SELECT o.names.name t.accounts.bidd.baseID, MAX(t.accounts.balance)
FROM order o, table(c.accounts) t
WHERE t.accounts.acctype = 'verified'
GROUP BY o.names.name, t.accounts.bidd.baseID;
accounts is a nested table.
this is the output
Name accounts.BIDD.baseID MAX(T.accounts.BALANCE)
--------------- ------------------------- ---------------------------
Jerard 010 1251.21
john 012 3122.2
susan 012 3022.2
fin 012 3022.2
dan 010 1751.21
What i want the result to display is calculate the highest balance for each baseID and only display one record for that baseID.
So the output would look only display john for baseID 012 because he has the highest.
Any pointers in the right direction would be fantastic.
I think the problem is cause of the "Name" column. since you have three names mapped to one base id(12), it is considering all three records as unique ones and grouping them individually and not together.
Try to ignore the "Name" column in select query and in the "Group-by" clause.
SELECT t.accounts.bidd.baseID, MAX(t.accounts.balance)
FROM order o, table(c.accounts) t
WHERE t.accounts.acctype = 'verified'
GROUP BY t.accounts.bidd.baseID;

Easiest way to find IsManager in SQL

Simple structure table of employees
Employee Manager
Joe Smith Jon Smith
Jon Smith Pete Stevens
Pete Stevens NULL
Jared Scho Pete Stevens
....
Im just trying to return some results but I want an indicator on whether the person is a manager or not so the result should be:
Employee Manager IsAManager
Joe Smith Jon Smith 0
Jon Smith Pete Stevens 1
Pete Stevens NULL 1
Jared Scho Pete Stevens 0
The result set is showing that Joe Smith and Jared Scho are not managers...
So If I had a simple SQL Query
SELECT
Employee,
Manager,
As IsAManager --tried to do a case statement here....
FROM
Employee
I tried to do a case statement something to this effect:
SELECT CASE ISNULL(COUNT(*), 0) > 0 THEN 1 ELSE 0 END FROM Employee WHERE Manager = Employee
Not sure how to word it :)
Hopefully this is just a demo example not your real table structure.
SELECT Employee,
Manager,
CASE
WHEN EXISTS(SELECT *
FROM Employee e2
WHERE e2.Manager = e1.Employee) THEN 1
ELSE 0
END As IsAManager
FROM Employee e1
For details of how SQL Server processes EXISTS Subqueries in CASE Expressions see this article.
To determine whether an employee is a manager, you need to match the Employee's ID (in this case, the name) against the list of Manager IDs (in this case the Manager column).
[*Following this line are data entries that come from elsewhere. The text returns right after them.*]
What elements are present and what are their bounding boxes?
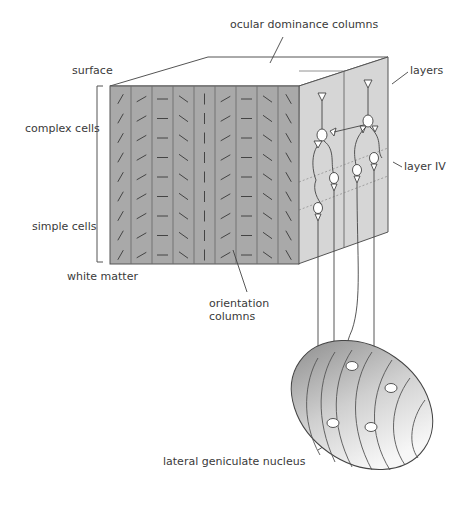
label-layers: layers (410, 64, 443, 77)
label-white-matter: white matter (67, 270, 138, 283)
label-orientation-columns-line2: columns (209, 310, 255, 323)
label-orientation-columns-line1: orientation (209, 297, 269, 310)
lateral-geniculate-nucleus-shape (266, 314, 457, 496)
label-layer-iv: layer IV (404, 160, 446, 173)
label-surface: surface (72, 64, 113, 77)
label-lateral-geniculate-nucleus: lateral geniculate nucleus (163, 455, 305, 468)
label-complex-cells: complex cells (25, 122, 100, 135)
label-simple-cells: simple cells (32, 220, 96, 233)
label-ocular-dominance-columns: ocular dominance columns (230, 18, 378, 31)
depth-bracket (97, 86, 103, 262)
visual-cortex-diagram (0, 0, 466, 508)
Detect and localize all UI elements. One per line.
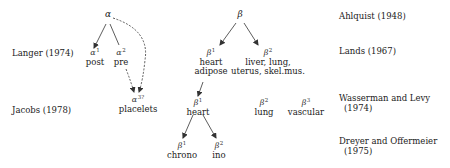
node-alpha2: α2 pre <box>114 46 129 67</box>
node-beta-root: β <box>237 9 242 19</box>
edge-alpha2-alpha3-dashed <box>126 69 134 92</box>
node-beta2-ino: β2 ino <box>212 139 225 160</box>
label-langer: Langer (1974) <box>12 48 74 58</box>
node-beta2-lung: β2 lung <box>254 96 273 117</box>
label-lands: Lands (1967) <box>339 46 396 56</box>
label-wasserman-levy: Wasserman and Levy (1974) <box>339 93 430 113</box>
label-ahlquist: Ahlquist (1948) <box>339 11 406 21</box>
node-beta1-heart: β1 heart <box>186 96 209 117</box>
node-beta1: β1 heart adipose <box>194 46 227 77</box>
node-alpha1: α1 post <box>86 46 104 67</box>
node-beta1-chrono: β1 chrono <box>167 139 197 160</box>
edge-alpha-alpha1 <box>94 24 106 48</box>
edge-beta-beta1 <box>220 23 236 45</box>
edge-beta1b-chrono <box>183 115 193 138</box>
edge-beta-beta2 <box>244 23 258 45</box>
edge-beta1b-ino <box>203 115 216 138</box>
node-alpha3: α3? placelets <box>119 93 158 114</box>
edge-alpha-alpha2 <box>110 24 119 45</box>
edge-beta1-beta1b <box>198 82 203 96</box>
node-beta3-vascular: β3 vascular <box>288 96 324 117</box>
node-alpha-root: α <box>105 9 111 19</box>
label-jacobs: Jacobs (1978) <box>12 105 71 115</box>
node-beta2: β2 liver, lung, uterus, skel.mus. <box>231 46 305 77</box>
label-dreyer-offermeier: Dreyer and Offermeier (1975) <box>339 136 437 156</box>
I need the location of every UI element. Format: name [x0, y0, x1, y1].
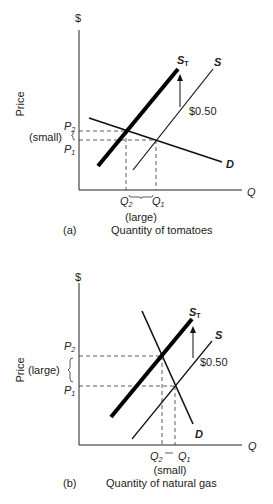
tax-label: $0.50: [200, 356, 228, 368]
panel-a: $ Q Price D S ST $0.50 P2 P1 (small) Q2 …: [14, 12, 256, 236]
y-axis-symbol: $: [75, 12, 81, 24]
y-axis-symbol: $: [75, 271, 81, 283]
taxed-supply-label: ST: [189, 306, 201, 319]
supply-label: S: [214, 56, 222, 68]
tax-incidence-diagram: $ Q Price D S ST $0.50 P2 P1 (small) Q2 …: [0, 0, 273, 504]
y-axis-title: Price: [14, 91, 26, 116]
price-change-note: (small): [29, 131, 62, 143]
price-brace: [68, 358, 73, 382]
x-axis-symbol: Q: [247, 186, 256, 198]
quantity-brace: [129, 195, 153, 199]
q2-label: Q2: [150, 450, 163, 463]
taxed-supply-label: ST: [177, 54, 189, 67]
panel-b: $ Q Price D S ST $0.50 P2 P1 (large) Q2 …: [14, 271, 257, 489]
demand-label: D: [226, 158, 234, 170]
p2-label: P2: [64, 340, 75, 353]
q1-label: Q1: [152, 195, 165, 208]
x-axis-title: Quantity of natural gas: [106, 477, 217, 489]
arrow-head-icon: [190, 326, 196, 333]
x-axis-symbol: Q: [248, 440, 257, 452]
x-axis-title: Quantity of tomatoes: [111, 224, 213, 236]
y-axis-title: Price: [14, 357, 26, 382]
quantity-change-note: (small): [154, 464, 187, 476]
panel-label: (b): [63, 477, 76, 489]
p1-label: P1: [64, 143, 75, 156]
p1-label: P1: [64, 384, 75, 397]
panel-label: (a): [63, 224, 76, 236]
supply-label: S: [215, 329, 223, 341]
price-change-note: (large): [28, 364, 60, 376]
demand-label: D: [195, 428, 203, 440]
quantity-change-note: (large): [125, 211, 157, 223]
q1-label: Q1: [178, 450, 191, 463]
arrow-head-icon: [177, 74, 183, 81]
taxed-supply-curve: [98, 69, 178, 166]
tax-label: $0.50: [189, 105, 217, 117]
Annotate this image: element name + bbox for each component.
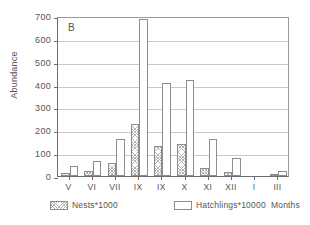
x-tick-mark [115, 177, 116, 180]
bar-nests [84, 171, 93, 176]
bar-hatchlings [209, 139, 218, 176]
x-tick-mark [92, 177, 93, 180]
legend-label-nests: Nests*1000 [72, 200, 118, 210]
legend-item-nests: Nests*1000 [50, 200, 118, 210]
x-tick-label: III [263, 182, 291, 192]
bar-hatchlings [116, 139, 125, 176]
y-axis-title: Abundance [9, 30, 19, 120]
y-tick-label: 200 [35, 126, 51, 136]
x-tick-mark [69, 177, 70, 180]
x-tick-mark [254, 177, 255, 180]
bar-hatchlings [186, 80, 195, 176]
bar-hatchlings [93, 161, 102, 176]
bar-nests [108, 163, 117, 176]
bar-hatchlings [232, 158, 241, 176]
x-tick-mark [185, 177, 186, 180]
x-tick-mark [277, 177, 278, 180]
bar-nests [224, 172, 233, 176]
bar-nests [131, 124, 140, 176]
bar-nests [61, 173, 70, 176]
y-tick-label: 700 [35, 12, 51, 22]
legend-swatch-hatchlings-icon [174, 201, 192, 210]
chart-legend: Nests*1000 Hatchlings*10000 Months [50, 200, 300, 218]
y-tick-label: 100 [35, 149, 51, 159]
bar-nests [270, 174, 279, 176]
x-tick-mark [208, 177, 209, 180]
bar-hatchlings [278, 171, 287, 176]
legend-label-hatchlings: Hatchlings*10000 [196, 200, 266, 210]
y-tick-label: 0 [46, 172, 51, 182]
x-tick-mark [231, 177, 232, 180]
bar-nests [200, 168, 209, 176]
bar-hatchlings [139, 19, 148, 176]
bar-nests [154, 146, 163, 176]
x-tick-mark [161, 177, 162, 180]
y-tick-label: 300 [35, 103, 51, 113]
bar-nests [177, 144, 186, 176]
y-tick-label: 600 [35, 35, 51, 45]
bar-hatchlings [162, 83, 171, 176]
x-axis: VVIVIIIXIXXXIXIIIIII [57, 177, 289, 199]
legend-item-hatchlings: Hatchlings*10000 [174, 200, 266, 210]
bar-series-container [58, 18, 288, 176]
bar-hatchlings [70, 166, 79, 176]
y-tick-label: 400 [35, 81, 51, 91]
legend-swatch-nests-icon [50, 201, 68, 210]
chart-figure: Abundance B 0100200300400500600700 VVIVI… [0, 0, 310, 225]
plot-area: B 0100200300400500600700 [57, 17, 289, 177]
x-axis-title: Months [271, 200, 300, 210]
x-tick-mark [138, 177, 139, 180]
y-tick-label: 500 [35, 58, 51, 68]
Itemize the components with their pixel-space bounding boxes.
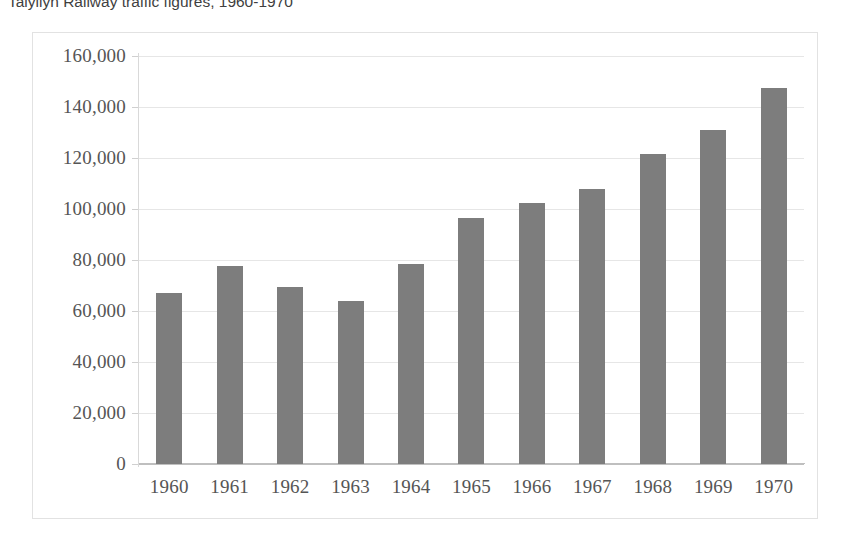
x-axis-label-1967: 1967: [573, 476, 612, 498]
y-axis-tick: [132, 158, 138, 159]
y-axis-tick: [132, 362, 138, 363]
chart-title-region: Talyllyn Railway traffic figures, 1960-1…: [0, 0, 849, 13]
bar-group: 1965: [441, 56, 501, 464]
x-axis-label-1968: 1968: [633, 476, 672, 498]
bar-group: 1963: [320, 56, 380, 464]
y-axis-tick: [132, 260, 138, 261]
y-axis-label: 40,000: [73, 351, 126, 373]
y-axis-tick: [132, 209, 138, 210]
bar-1968[interactable]: [640, 154, 666, 464]
x-axis-label-1969: 1969: [694, 476, 733, 498]
y-axis-tick: [132, 464, 138, 465]
x-axis-label-1964: 1964: [392, 476, 431, 498]
y-axis-label: 60,000: [73, 300, 126, 322]
bar-1963[interactable]: [338, 301, 364, 464]
bar-group: 1962: [260, 56, 320, 464]
y-axis-tick: [132, 107, 138, 108]
bars-layer: 1960196119621963196419651966196719681969…: [139, 56, 804, 464]
y-axis-label: 0: [116, 453, 126, 475]
y-axis-label: 20,000: [73, 402, 126, 424]
bar-group: 1970: [744, 56, 804, 464]
bar-1965[interactable]: [458, 218, 484, 464]
bar-group: 1967: [562, 56, 622, 464]
x-axis-label-1963: 1963: [331, 476, 370, 498]
y-axis-label: 160,000: [63, 45, 126, 67]
page-title: Talyllyn Railway traffic figures, 1960-1…: [8, 0, 293, 13]
bar-1970[interactable]: [761, 88, 787, 464]
x-axis-label-1960: 1960: [150, 476, 189, 498]
x-axis-label-1966: 1966: [513, 476, 552, 498]
x-axis-label-1970: 1970: [754, 476, 793, 498]
y-axis-label: 120,000: [63, 147, 126, 169]
plot-area: 020,00040,00060,00080,000100,000120,0001…: [139, 56, 804, 464]
y-axis-label: 80,000: [73, 249, 126, 271]
bar-group: 1966: [502, 56, 562, 464]
y-axis-tick: [132, 413, 138, 414]
bar-1961[interactable]: [217, 266, 243, 464]
bar-1966[interactable]: [519, 203, 545, 464]
bar-group: 1968: [623, 56, 683, 464]
bar-group: 1961: [199, 56, 259, 464]
bar-1964[interactable]: [398, 264, 424, 464]
chart-frame: 020,00040,00060,00080,000100,000120,0001…: [32, 32, 818, 519]
y-axis-label: 140,000: [63, 96, 126, 118]
y-axis-tick: [132, 56, 138, 57]
bar-group: 1960: [139, 56, 199, 464]
x-axis-label-1961: 1961: [210, 476, 249, 498]
x-axis-label-1962: 1962: [271, 476, 310, 498]
bar-group: 1964: [381, 56, 441, 464]
bar-group: 1969: [683, 56, 743, 464]
bar-1967[interactable]: [579, 189, 605, 464]
y-axis-label: 100,000: [63, 198, 126, 220]
bar-1962[interactable]: [277, 287, 303, 464]
bar-1960[interactable]: [156, 293, 182, 464]
bar-1969[interactable]: [700, 130, 726, 464]
gridline: 0: [139, 464, 804, 465]
y-axis-tick: [132, 311, 138, 312]
x-axis-label-1965: 1965: [452, 476, 491, 498]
If you find a match, the employee is a manager. If you don't find a match, the employee is not a manager.
You can do this with a LEFT OUTER JOIN as shown here:
SELECT DISTINCT
E.Employee,
E.Manager,
CASE WHEN M.Employee IS NULL THEN 0 ELSE 1 END As IsAManager
FROM
Employee E LEFT OUTER JOIN Employee M
ON E.Employee = M.Manager
Please note the following:
You did not specify the SQL product you're using, so I tried to make the solution general. I'm guessing from your attempt to use ISNULL that it's SQL Server, but this solution should work in any product that supports CASE.
Your method of storing manager status has one problem, which is that you cannot represent a manager with no employees (you derive the manager status from the existence of the employee-manager relationship). If you want to be able to store manager status separately from the employee-manager relationship then CREATE TABLE Managers (Employee. . . PRIMARY KEY). This will make the code necessary to get back manager status a little easier to write as well.